Barrett chronicles Bixby’s life through an impressive collection of family sourced photographs, letters, telegrams, and other artifacts. Organized by decades, each section provides chronological summaries of key activities and events, most of which are explained by the photos and documents that follow. The 1930s section provides a trove of rare, primary information about obstacles overcome to make transpacific service an operational reality, to operate in China in the face of Japanese mainland incursions, and to evacuate PAA personnel and equipment. The 1940s section is less detailed and less rich, with more attention paid to Bixby-Lindbergh family correspondence, and less to Harold’s PAA work assignments, which, given his involvement in classified war projects may explain the less-comprehensive paper trail.
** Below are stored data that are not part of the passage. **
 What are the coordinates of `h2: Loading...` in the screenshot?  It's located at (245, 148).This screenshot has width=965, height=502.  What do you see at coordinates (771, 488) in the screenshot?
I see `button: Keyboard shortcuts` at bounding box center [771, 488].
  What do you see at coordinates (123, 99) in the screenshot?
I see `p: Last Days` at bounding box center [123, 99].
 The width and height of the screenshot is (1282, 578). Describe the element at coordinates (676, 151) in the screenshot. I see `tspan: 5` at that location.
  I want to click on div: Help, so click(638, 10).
What differentiates The Spirit Behind the Spirit of St. Louis Harold M. Bixby from other memorabilia-based aviation histories is the care with which the materials are arranged and contextualized: every photo is captioned, every letter is reproduced in easy-to-read size (no thumbnail size reproductions here) and, many of “Slim” Lindbergh’s letters to Bixby spanning their 40-year friendship are transcribed to ensure reading accuracy. Barrett has worked for years on this project to ensure each timeline is accurate and that persons involved are identified. The addition of a biographical index provides useful context for recreational readers and researchers, as does the thorough index of the book’s text and images. For PAA and Lindbergh fans, The Spirit Behind the Spirit of St. Louis Harold M. Bixby, can be enjoyed through multiple straight-through readings and random five-minute dips; for aviation historians and libraries, however, the book warrants consideration as a unique reference tool: the number of otherwise hard-to-locate primary materials it contains, and the high-quality of its production (thick, semi-gloss paper, tight binding, crisp image reproduction, etc.) justify its purchase.